Rwanda: How Chinese Orthopedic Surgeon is Saving Lives in Rwanda

Dr. Lidong Yu, a Chinese orthopedic surgeon is having quite a busy time in Rwanda, dealing with various sorts of bone conditions, especially osteomyelitis, a bone infection caused by bacteria or fungi.

The 41-year-old medic has been in Rwanda for only six months, but he has handled 60 patients so far, a good number of whom required surgeries.

Stationed at Kibungo Referral Hospital, Dr. Yu is part of the Chinese Medical Team, a group of Chinese doctors that has been sent to Rwanda on an annual basis by the Chinese government since the 1970s.

Being a referral hospital, Kibungo is often presented with cases from different rural areas, ranging from fractures and various diseases including osteomyelitis or even elephantiasis.

Particularly, for osteomyelitis, Dr. Yu has been a busy man, handling about 20 surgeries this year.

Osteomyelitis causes painful swelling of bone marrow, the soft tissue inside your bones. Without treatment, swelling from this bone infection can cut off blood supply to the bone, causing it to die.

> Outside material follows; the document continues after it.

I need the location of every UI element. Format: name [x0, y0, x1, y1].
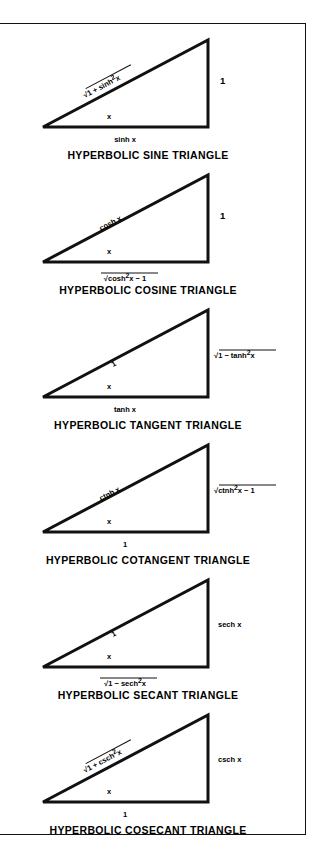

Some of the patients that Dr. Yu treated had lived with the condition for years without appropriate treatment, and one of the reasons for this, according to him, might be the citizens' ignorance about the fact that the disease is curable.

In 2018, a research paper written by local doctors under the College of Surgeons of East, Central and Southern Africa claimed that some patients with chronic osteomyelitis in Rwanda often go for treatment late due to cultural beliefs, for example, that the condition is curable by traditional healers.

"Since I came to Rwanda, I tried to review patients and I discovered there are many who have osteomyelitis," Dr. Yu says.

At Kibungo hospital, many patients with this disease are received, but there have been some challenges related to the shortage of orthopedic doctors.

"When I came to the hospital, I decided to do many operations," Dr. Yu says.

The key component of chronic osteomyelitis treatment is surgery to remove the dead bone, and then providing post-operative antibiotic therapy for 4 to 6 weeks.

Dr. Yu says all the patients on whom he has operated are recovering. He notes that there is a need for people to know that osteomyelitis is a curable condition.

Back at home in China, Li worked in various hospitals, specifically in the Inner Mongolia autonomous region.

He has diagnosed and treated a number of orthopedic diseases and accumulated rich clinical experience of more than 15 years.